“Cartels by Another Name,” co-authored by Rebecca Haw Allensworth, receives 2015 Jerry S. Cohen Memorial Fund Writing Award

Professor Rebecca Haw Allensworth“Cartels by Another Name: Should Licensed Occupations Face Antitrust Scrutiny?” (162 University of Pennsylvania Law Review 1093, 2014), an article co-authored by Vanderbilt Law professor Rebecca Haw Allensworth with Aaron Edlin, is the co-winner of the 2015 Jerry S. Cohen Memorial Fund Writing Award.

The article for which Allensworth and Edlin received the prize argues that state licensing boards comprised of active market participants should not receive immunity from the antitrust laws unless the state “actively supervises” their activity.

Established in memory of Jerry S. Cohen, a former partner of Cohen Milstein Sellers & Toll in Washington, D.C., the award is given each year to the authors of the best antitrust writing during the prior year. To qualify for the award, publications must reflect a concern for principles of economic justice, the dispersal of economic power, and the maintenance of effective limitations upon economic power or the federal statutes; seek to protect society from various forms of anticompetitive activity; and address the maintenance of a just and humane society—values and concerns Jerry S. Cohen dedicated his life and work to fostering. This is the thirteenth year that the award has been given.

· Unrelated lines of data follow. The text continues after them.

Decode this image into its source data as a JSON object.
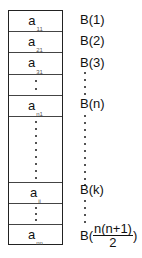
{
  "diagram": {
    "type": "array-storage-mapping",
    "array_cells": [
      {
        "id": "a11",
        "base": "a",
        "sub": "11",
        "top": 0,
        "height": 20
      },
      {
        "id": "a21",
        "base": "a",
        "sub": "21",
        "top": 20,
        "height": 21
      },
      {
        "id": "a31",
        "base": "a",
        "sub": "31",
        "top": 41,
        "height": 22
      },
      {
        "id": "gap1",
        "base": "",
        "sub": "",
        "top": 63,
        "height": 21,
        "dots": 2
      },
      {
        "id": "an1",
        "base": "a",
        "sub": "n1",
        "top": 84,
        "height": 21
      },
      {
        "id": "gap2",
        "base": "",
        "sub": "",
        "top": 105,
        "height": 66,
        "dots": 9
      },
      {
        "id": "aij",
        "base": "a",
        "sub": "ij",
        "top": 171,
        "height": 21
      },
      {
        "id": "gap3",
        "base": "",
        "sub": "",
        "top": 192,
        "height": 21,
        "dots": 3
      },
      {
        "id": "ann",
        "base": "a",
        "sub": "nn",
        "top": 213,
        "height": 20
      }
    ],
    "b_labels": [
      {
        "id": "b1",
        "text": "B(1)",
        "top": 13
      },
      {
        "id": "b2",
        "text": "B(2)",
        "top": 34
      },
      {
        "id": "b3",
        "text": "B(3)",
        "top": 56
      },
      {
        "id": "bn",
        "text": "B(n)",
        "top": 97
      },
      {
        "id": "bk",
        "text": "B(k)",
        "top": 183
      }
    ],
    "b_last": {
      "prefix": "B(",
      "numerator": "n(n+1)",
      "denominator": "2",
      "suffix": ")"
    },
    "colors": {
      "border": "#222222",
      "text": "#111111",
      "subscript": "#555555"
    }
  }
}
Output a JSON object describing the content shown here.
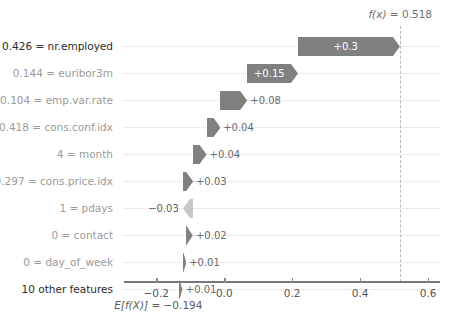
{
  "chart_data": {
    "type": "bar",
    "chart_style": "shap-waterfall",
    "title": "",
    "xlabel": "",
    "ylabel": "",
    "base_value_label": "E[f(X)] = -0.194",
    "base_value": -0.194,
    "output_value_label": "f(x) = 0.518",
    "output_value": 0.518,
    "xlim": [
      -0.295,
      0.635
    ],
    "xticks": [
      -0.2,
      0.0,
      0.2,
      0.4,
      0.6
    ],
    "xtick_labels": [
      "−0.2",
      "0.0",
      "0.2",
      "0.4",
      "0.6"
    ],
    "grid": false,
    "legend": "none",
    "positive_color": "#808080",
    "negative_color": "#c8c8c8",
    "features": [
      {
        "label": "0.426 = nr.employed",
        "value_label": "+0.3",
        "value": 0.3,
        "start": 0.218,
        "end": 0.518,
        "direction": "positive",
        "emphasis": "dark",
        "label_placement": "inside"
      },
      {
        "label": "0.144 = euribor3m",
        "value_label": "+0.15",
        "value": 0.15,
        "start": 0.068,
        "end": 0.218,
        "direction": "positive",
        "emphasis": "gray",
        "label_placement": "inside"
      },
      {
        "label": "0.104 = emp.var.rate",
        "value_label": "+0.08",
        "value": 0.08,
        "start": -0.012,
        "end": 0.068,
        "direction": "positive",
        "emphasis": "gray",
        "label_placement": "outside-right"
      },
      {
        "label": "0.418 = cons.conf.idx",
        "value_label": "+0.04",
        "value": 0.04,
        "start": -0.052,
        "end": -0.012,
        "direction": "positive",
        "emphasis": "gray",
        "label_placement": "outside-right"
      },
      {
        "label": "4 = month",
        "value_label": "+0.04",
        "value": 0.04,
        "start": -0.092,
        "end": -0.052,
        "direction": "positive",
        "emphasis": "gray",
        "label_placement": "outside-right"
      },
      {
        "label": "0.297 = cons.price.idx",
        "value_label": "+0.03",
        "value": 0.03,
        "start": -0.122,
        "end": -0.092,
        "direction": "positive",
        "emphasis": "gray",
        "label_placement": "outside-right"
      },
      {
        "label": "1 = pdays",
        "value_label": "−0.03",
        "value": -0.03,
        "start": -0.092,
        "end": -0.122,
        "direction": "negative",
        "emphasis": "gray",
        "label_placement": "outside-left"
      },
      {
        "label": "0 = contact",
        "value_label": "+0.02",
        "value": 0.02,
        "start": -0.112,
        "end": -0.092,
        "direction": "positive",
        "emphasis": "gray",
        "label_placement": "outside-right"
      },
      {
        "label": "0 = day_of_week",
        "value_label": "+0.01",
        "value": 0.01,
        "start": -0.122,
        "end": -0.112,
        "direction": "positive",
        "emphasis": "gray",
        "label_placement": "outside-right"
      },
      {
        "label": "10 other features",
        "value_label": "+0.01",
        "value": 0.01,
        "start": -0.132,
        "end": -0.122,
        "direction": "positive",
        "emphasis": "dark",
        "label_placement": "outside-right"
      }
    ]
  }
}
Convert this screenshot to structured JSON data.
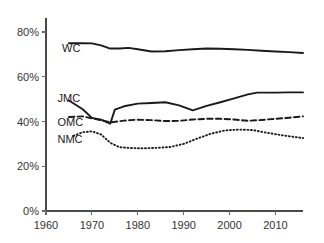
{
  "chart_data": {
    "type": "line",
    "title": "",
    "subtitle": "",
    "xlabel": "",
    "ylabel": "",
    "xlim": [
      1960,
      2016
    ],
    "ylim": [
      0,
      85
    ],
    "grid": false,
    "legend_position": "inline-left",
    "x_ticks": [
      1960,
      1970,
      1980,
      1990,
      2000,
      2010
    ],
    "x_tick_labels": [
      "1960",
      "1970",
      "1980",
      "1990",
      "2000",
      "2010"
    ],
    "y_ticks": [
      0,
      20,
      40,
      60,
      80
    ],
    "y_tick_labels": [
      "0%",
      "20%",
      "40%",
      "60%",
      "80%"
    ],
    "series": [
      {
        "name": "WC",
        "label": "WC",
        "style": "solid",
        "color": "#1a1a1a",
        "x": [
          1965,
          1968,
          1970,
          1972,
          1974,
          1976,
          1978,
          1980,
          1983,
          1986,
          1989,
          1992,
          1995,
          1998,
          2001,
          2004,
          2007,
          2010,
          2013,
          2016
        ],
        "values": [
          75.0,
          75.0,
          74.9,
          74.0,
          72.6,
          72.6,
          72.9,
          72.3,
          71.3,
          71.4,
          71.9,
          72.3,
          72.6,
          72.5,
          72.3,
          72.0,
          71.6,
          71.3,
          71.0,
          70.6
        ]
      },
      {
        "name": "JMC",
        "label": "JMC",
        "style": "solid",
        "color": "#1a1a1a",
        "x": [
          1965,
          1968,
          1970,
          1972,
          1974,
          1975,
          1977,
          1980,
          1983,
          1986,
          1989,
          1992,
          1995,
          1998,
          2001,
          2004,
          2006,
          2010,
          2013,
          2016
        ],
        "values": [
          49.4,
          45.5,
          41.6,
          40.8,
          39.0,
          45.3,
          46.8,
          48.0,
          48.3,
          48.6,
          47.2,
          45.0,
          47.0,
          48.6,
          50.3,
          52.1,
          52.9,
          52.9,
          53.0,
          53.0
        ]
      },
      {
        "name": "OMC",
        "label": "OMC",
        "style": "dashed",
        "color": "#1a1a1a",
        "x": [
          1965,
          1968,
          1970,
          1972,
          1974,
          1977,
          1980,
          1983,
          1986,
          1989,
          1992,
          1995,
          1998,
          2001,
          2004,
          2007,
          2010,
          2013,
          2016
        ],
        "values": [
          42.0,
          42.3,
          41.4,
          40.6,
          39.6,
          40.4,
          40.8,
          40.6,
          40.2,
          40.3,
          40.9,
          41.2,
          41.2,
          40.9,
          40.3,
          40.7,
          41.2,
          41.7,
          42.3
        ]
      },
      {
        "name": "NMC",
        "label": "NMC",
        "style": "dotted",
        "color": "#1a1a1a",
        "x": [
          1966,
          1968,
          1970,
          1972,
          1974,
          1976,
          1978,
          1981,
          1984,
          1987,
          1990,
          1993,
          1996,
          1999,
          2002,
          2005,
          2008,
          2011,
          2013,
          2016
        ],
        "values": [
          33.6,
          35.2,
          35.6,
          34.2,
          30.5,
          28.5,
          28.2,
          28.0,
          28.2,
          28.6,
          30.0,
          32.4,
          34.6,
          36.0,
          36.4,
          36.2,
          35.0,
          34.0,
          33.4,
          32.6
        ]
      }
    ],
    "series_label_positions": [
      {
        "name": "WC",
        "x": 1963.5,
        "y": 73.0
      },
      {
        "name": "JMC",
        "x": 1962.5,
        "y": 50.5
      },
      {
        "name": "OMC",
        "x": 1962.5,
        "y": 40.0
      },
      {
        "name": "NMC",
        "x": 1962.5,
        "y": 32.0
      }
    ],
    "colors": {
      "axis": "#4a4a4a",
      "tick_text": "#333333",
      "series_line": "#1a1a1a",
      "background": "#ffffff"
    }
  }
}
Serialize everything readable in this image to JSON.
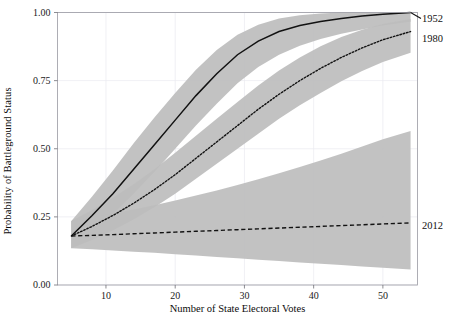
{
  "figure": {
    "axis_color": "#9a9aa2",
    "grid_color": "#e9e9ef",
    "band_color": "#bdbdbd",
    "line_color": "#121212"
  },
  "axes": {
    "xlabel": "Number of State Electoral Votes",
    "ylabel": "Probability of Battleground Status",
    "xticks": [
      "10",
      "20",
      "30",
      "40",
      "50"
    ],
    "yticks": [
      "0.00",
      "0.25",
      "0.50",
      "0.75",
      "1.00"
    ]
  },
  "series_labels": {
    "s1952": "1952",
    "s1980": "1980",
    "s2012": "2012"
  },
  "chart_data": {
    "type": "line",
    "title": "",
    "xlabel": "Number of State Electoral Votes",
    "ylabel": "Probability of Battleground Status",
    "xlim": [
      3,
      55
    ],
    "ylim": [
      0.0,
      1.0
    ],
    "xticks": [
      10,
      20,
      30,
      40,
      50
    ],
    "yticks": [
      0.0,
      0.25,
      0.5,
      0.75,
      1.0
    ],
    "grid": true,
    "legend": "right-edge-inline-labels",
    "x": [
      5,
      8,
      11,
      14,
      17,
      20,
      23,
      26,
      29,
      32,
      35,
      38,
      41,
      44,
      47,
      50,
      54
    ],
    "series": [
      {
        "name": "1952",
        "style": "solid",
        "values": [
          0.18,
          0.255,
          0.335,
          0.425,
          0.515,
          0.605,
          0.695,
          0.775,
          0.845,
          0.895,
          0.93,
          0.952,
          0.967,
          0.978,
          0.987,
          0.994,
          1.0
        ],
        "band_lower": [
          0.135,
          0.195,
          0.26,
          0.335,
          0.415,
          0.5,
          0.585,
          0.665,
          0.74,
          0.8,
          0.845,
          0.878,
          0.903,
          0.922,
          0.938,
          0.952,
          0.966
        ],
        "band_upper": [
          0.235,
          0.325,
          0.42,
          0.52,
          0.615,
          0.705,
          0.79,
          0.862,
          0.918,
          0.955,
          0.978,
          0.99,
          0.996,
          1.0,
          1.0,
          1.0,
          1.0
        ]
      },
      {
        "name": "1980",
        "style": "dotted",
        "values": [
          0.18,
          0.215,
          0.255,
          0.3,
          0.35,
          0.405,
          0.465,
          0.525,
          0.585,
          0.645,
          0.7,
          0.75,
          0.795,
          0.835,
          0.87,
          0.9,
          0.93
        ],
        "band_lower": [
          0.135,
          0.165,
          0.2,
          0.24,
          0.285,
          0.335,
          0.39,
          0.445,
          0.5,
          0.555,
          0.61,
          0.66,
          0.705,
          0.748,
          0.785,
          0.818,
          0.852
        ],
        "band_upper": [
          0.235,
          0.275,
          0.32,
          0.37,
          0.425,
          0.485,
          0.548,
          0.61,
          0.672,
          0.732,
          0.787,
          0.835,
          0.876,
          0.91,
          0.937,
          0.958,
          0.976
        ]
      },
      {
        "name": "2012",
        "style": "dashed",
        "values": [
          0.18,
          0.182,
          0.185,
          0.188,
          0.191,
          0.194,
          0.197,
          0.2,
          0.203,
          0.206,
          0.209,
          0.212,
          0.215,
          0.218,
          0.221,
          0.224,
          0.228
        ],
        "band_lower": [
          0.135,
          0.131,
          0.127,
          0.122,
          0.118,
          0.113,
          0.108,
          0.103,
          0.098,
          0.093,
          0.088,
          0.083,
          0.078,
          0.073,
          0.068,
          0.063,
          0.057
        ],
        "band_upper": [
          0.235,
          0.248,
          0.262,
          0.277,
          0.293,
          0.31,
          0.328,
          0.347,
          0.367,
          0.388,
          0.41,
          0.433,
          0.457,
          0.482,
          0.508,
          0.535,
          0.565
        ]
      }
    ]
  }
}
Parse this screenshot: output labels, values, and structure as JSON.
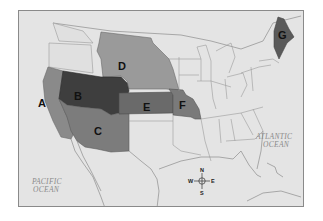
{
  "map": {
    "title": "",
    "regions": [
      {
        "id": "A",
        "label": "A",
        "color": "#8a8a8a",
        "x": 37,
        "y": 102
      },
      {
        "id": "B",
        "label": "B",
        "color": "#3e3e3e",
        "x": 77,
        "y": 95
      },
      {
        "id": "C",
        "label": "C",
        "color": "#7c7c7c",
        "x": 97,
        "y": 130
      },
      {
        "id": "D",
        "label": "D",
        "color": "#9a9a9a",
        "x": 121,
        "y": 65
      },
      {
        "id": "E",
        "label": "E",
        "color": "#6a6a6a",
        "x": 146,
        "y": 106
      },
      {
        "id": "F",
        "label": "F",
        "color": "#7a7a7a",
        "x": 182,
        "y": 104
      },
      {
        "id": "G",
        "label": "G",
        "color": "#5a5a5a",
        "x": 280,
        "y": 33
      }
    ],
    "oceans": [
      {
        "name": "pacific",
        "line1": "PACIFIC",
        "line2": "OCEAN"
      },
      {
        "name": "atlantic",
        "line1": "ATLANTIC",
        "line2": "OCEAN"
      }
    ],
    "compass": {
      "n": "N",
      "s": "S",
      "e": "E",
      "w": "W"
    },
    "colors": {
      "background": "#e4e4e4",
      "frame_border": "#8a8a8a",
      "state_lines": "#9a9a9a"
    }
  }
}
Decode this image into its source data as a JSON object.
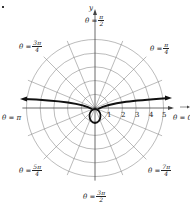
{
  "figure": {
    "type": "polar graph",
    "center": [
      95,
      108
    ],
    "ring_spacing_px": 13.7,
    "rings": [
      1,
      2,
      3,
      4,
      5
    ],
    "radial_divisions": 16,
    "axis_labels": {
      "y": "y",
      "x_direction": "θ = 0"
    },
    "tick_labels": [
      "1",
      "2",
      "3",
      "4",
      "5"
    ],
    "angle_labels": [
      {
        "id": "half_pi",
        "prefix": "θ =",
        "num": "π",
        "den": "2"
      },
      {
        "id": "quarter_pi",
        "prefix": "θ =",
        "num": "π",
        "den": "4"
      },
      {
        "id": "three_quarter_pi",
        "prefix": "θ =",
        "num": "3π",
        "den": "4"
      },
      {
        "id": "pi",
        "prefix": "θ = π",
        "num": "",
        "den": ""
      },
      {
        "id": "zero",
        "prefix": "θ = 0",
        "num": "",
        "den": ""
      },
      {
        "id": "five_quarter_pi",
        "prefix": "θ =",
        "num": "5π",
        "den": "4"
      },
      {
        "id": "seven_quarter_pi",
        "prefix": "θ =",
        "num": "7π",
        "den": "4"
      },
      {
        "id": "three_half_pi",
        "prefix": "θ =",
        "num": "3π",
        "den": "2"
      }
    ],
    "curve": {
      "description": "conchoid-shaped polar curve with two branches approaching horizontal asymptote and small loop below pole",
      "color": "#111111"
    },
    "grid_color": "#777777"
  }
}
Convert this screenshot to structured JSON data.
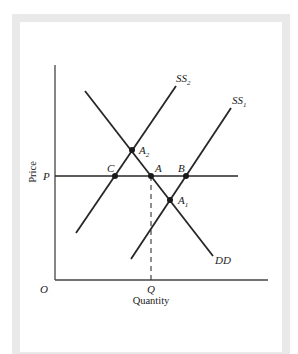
{
  "diagram": {
    "type": "supply-demand",
    "axes": {
      "y_label": "Price",
      "x_label": "Quantity",
      "origin_label": "O"
    },
    "level_labels": {
      "price": "P",
      "quantity": "Q"
    },
    "curves": [
      {
        "id": "DD",
        "label": "DD",
        "kind": "demand"
      },
      {
        "id": "SS1",
        "label": "SS",
        "sub": "1",
        "kind": "supply"
      },
      {
        "id": "SS2",
        "label": "SS",
        "sub": "2",
        "kind": "supply"
      }
    ],
    "points": [
      {
        "id": "A",
        "label": "A"
      },
      {
        "id": "B",
        "label": "B"
      },
      {
        "id": "C",
        "label": "C"
      },
      {
        "id": "A1",
        "label": "A",
        "sub": "1"
      },
      {
        "id": "A2",
        "label": "A",
        "sub": "2"
      }
    ],
    "colors": {
      "line": "#262626",
      "frame": "#e9e9e9",
      "background": "#ffffff"
    }
  }
}
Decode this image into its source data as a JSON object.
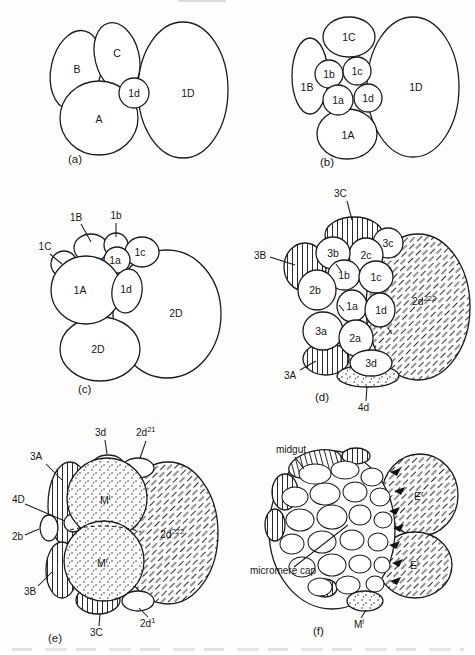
{
  "page": {
    "background": "#fdfdfc",
    "ink": "#1c1c1c"
  },
  "panels": {
    "a": {
      "tag": "(a)",
      "labels": {
        "A": "A",
        "B": "B",
        "C": "C",
        "1d": "1d",
        "1D": "1D"
      }
    },
    "b": {
      "tag": "(b)",
      "labels": {
        "1A": "1A",
        "1B": "1B",
        "1C": "1C",
        "1D": "1D",
        "1a": "1a",
        "1b": "1b",
        "1c": "1c",
        "1d": "1d"
      }
    },
    "c": {
      "tag": "(c)",
      "labels": {
        "1A": "1A",
        "1B": "1B",
        "1C": "1C",
        "1a": "1a",
        "1b": "1b",
        "1c": "1c",
        "1d": "1d",
        "2D_right": "2D",
        "2D_lower": "2D"
      }
    },
    "d": {
      "tag": "(d)",
      "labels": {
        "3A": "3A",
        "3B": "3B",
        "3C": "3C",
        "4d": "4d",
        "1a": "1a",
        "1b": "1b",
        "1c": "1c",
        "1d": "1d",
        "2a": "2a",
        "2b": "2b",
        "2c": "2c",
        "3a": "3a",
        "3b": "3b",
        "3c": "3c",
        "3d": "3d"
      },
      "sup": {
        "2d222": {
          "t": "2d",
          "sup": "222"
        }
      }
    },
    "e": {
      "tag": "(e)",
      "labels": {
        "3d": "3d",
        "3A": "3A",
        "4D": "4D",
        "2b": "2b",
        "3B": "3B",
        "3C": "3C"
      },
      "sup": {
        "2d21": {
          "t": "2d",
          "sup": "21"
        },
        "2d222": {
          "t": "2d",
          "sup": "222"
        },
        "2d1": {
          "t": "2d",
          "sup": "1"
        },
        "Ml": {
          "t": "M",
          "sup": "l"
        },
        "Mr": {
          "t": "M",
          "sup": "r"
        }
      }
    },
    "f": {
      "tag": "(f)",
      "labels": {
        "midgut": "midgut",
        "micromere_cap": "micromere cap"
      },
      "sup": {
        "Er": {
          "t": "E",
          "sup": "r"
        },
        "El": {
          "t": "E",
          "sup": "l"
        },
        "Ml": {
          "t": "M",
          "sup": "l"
        }
      }
    }
  }
}
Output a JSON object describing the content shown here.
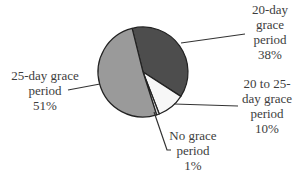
{
  "chart_data": {
    "type": "pie",
    "title": "",
    "slices": [
      {
        "label": "20-day grace period",
        "value": 38,
        "display": "38%",
        "color": "#4d4d4d"
      },
      {
        "label": "20 to 25-day grace period",
        "value": 10,
        "display": "10%",
        "color": "#f7f7f7"
      },
      {
        "label": "No grace period",
        "value": 1,
        "display": "1%",
        "color": "#d9d9d9"
      },
      {
        "label": "25-day grace period",
        "value": 51,
        "display": "51%",
        "color": "#9a9a9a"
      }
    ],
    "start_angle_deg": -14,
    "direction": "clockwise",
    "legend": "none (leader-line labels)"
  },
  "labels": {
    "twenty_day": {
      "line1": "20-day",
      "line2": "grace",
      "line3": "period",
      "pct": "38%"
    },
    "twenty_to_25": {
      "line1": "20 to 25-",
      "line2": "day grace",
      "line3": "period",
      "pct": "10%"
    },
    "no_grace": {
      "line1": "No grace",
      "line2": "period",
      "pct": "1%"
    },
    "twenty_five": {
      "line1": "25-day grace",
      "line2": "period",
      "pct": "51%"
    }
  }
}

Allensworth and Edlin will receive the Cohen Award, which includes a cash prize, at a presentation during the sixteenth annual conference of the American Antitrust Institute, held at the National Press Club June 18. The other winning publication is a book, The Microsoft Antitrust Case: Competition Policy for the Twenty-first Century, by Andrew Gavil and Harry First.

“Cartels by Another Name” was also cited in the U.S. Supreme Court opinion in North Carolina State Board of Dental Examiners v. FTC delivered by Justice Anthony Kennedy, which was issued February 25, 2015.

In their article, Allensworth and Edlin show the economic harm of excessive licensing and argue that most state boards should be subject to antitrust suits.